The design team around Monika Losos, Tina Bunyaprasit and Werner Aisslinger came up with a collage-like look for the new Stockholm hotel that echoes the studio’s other hotel projects. Contemporary design furniture shares space with vintage items and flea-market finds. The layout is as lovable as it is functional, with points of focus being set by crazy notions, colours and materials. The Hobo Hotel is housed in a converted 1970s building and has 201 rooms, some without windows in keeping with standard Scandinavian practice. The hotel’s lobby and restaurant are located on the ground floor, right by Brunkebergstorg.
All public areas in the building are stocked with lushly flowering greenery and on the ground floor next to the entrance there is even an indoor vegetable patch. Mint, basil, lettuce and chard for kitchen and bar grow on the open shelves. Though the spaces are not particularly extensive, they make a very inviting impact due to their vibrant fitments. Studio Aisslinger has additionally defined individual zones with the aid of furniture and plants, which makes the space seem bigger.
Architects and building
Photo: Steffen Jänicke
“It was our aim to lend the building an international, sporadic, spontaneous air. It mustn’t come across as being set in its ways. We’ve injected a shot of Berlin chaos. Scandinavia is severe and elegant, but thriving cities like Stockholm or Copenhagen do often yearn to be a bit like Berlin.”
Looking out onto the city from bed
Guests’ rooms are likewise none too sizeable – hardly surprising given the building’s central location. But here, too, Studio Aisslinger has made the most of it - by unconventionally placing the beds in some of the rooms right up against the window, for instance. That saves floorspace whilst also affording views out over the Stockholm cityscape, on the upper floors at least. Adjoining the head of the bed is a board that can be used as either a night-table or a writing desk. For the rest, bulky cupboards are dispensed with in favour of open storage spaces, hooks and clothes’ racks.

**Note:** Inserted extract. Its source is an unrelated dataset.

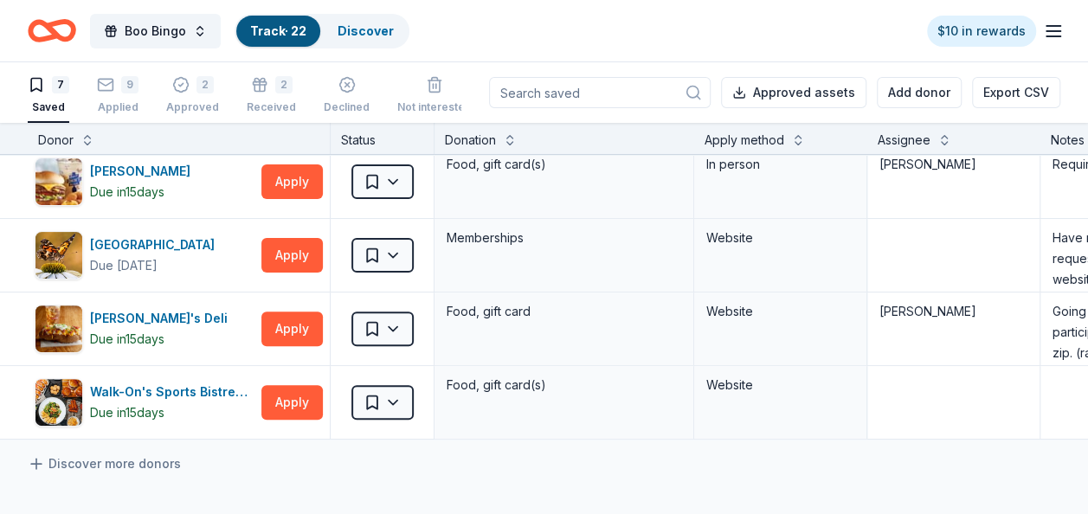 The image size is (1088, 514). Describe the element at coordinates (600, 93) in the screenshot. I see `input: Search saved` at that location.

A comparatively large amount of space was reserved for bathrooms that are compact but by no means cramped. A walk-in glazed shower and washstand deliver modern levels of comfort. All room and bathroom doors are fitted with FSB 1226 handles designed by Werner Aisslinger. The sofas in the lobby and bar and the hotel’s luminaires were likewise designed by Studio Aisslinger. One way and another, then, guests at the Hobo Hotel can also get to experience a bit of the atmosphere of Berlin during their stay in Stockholm.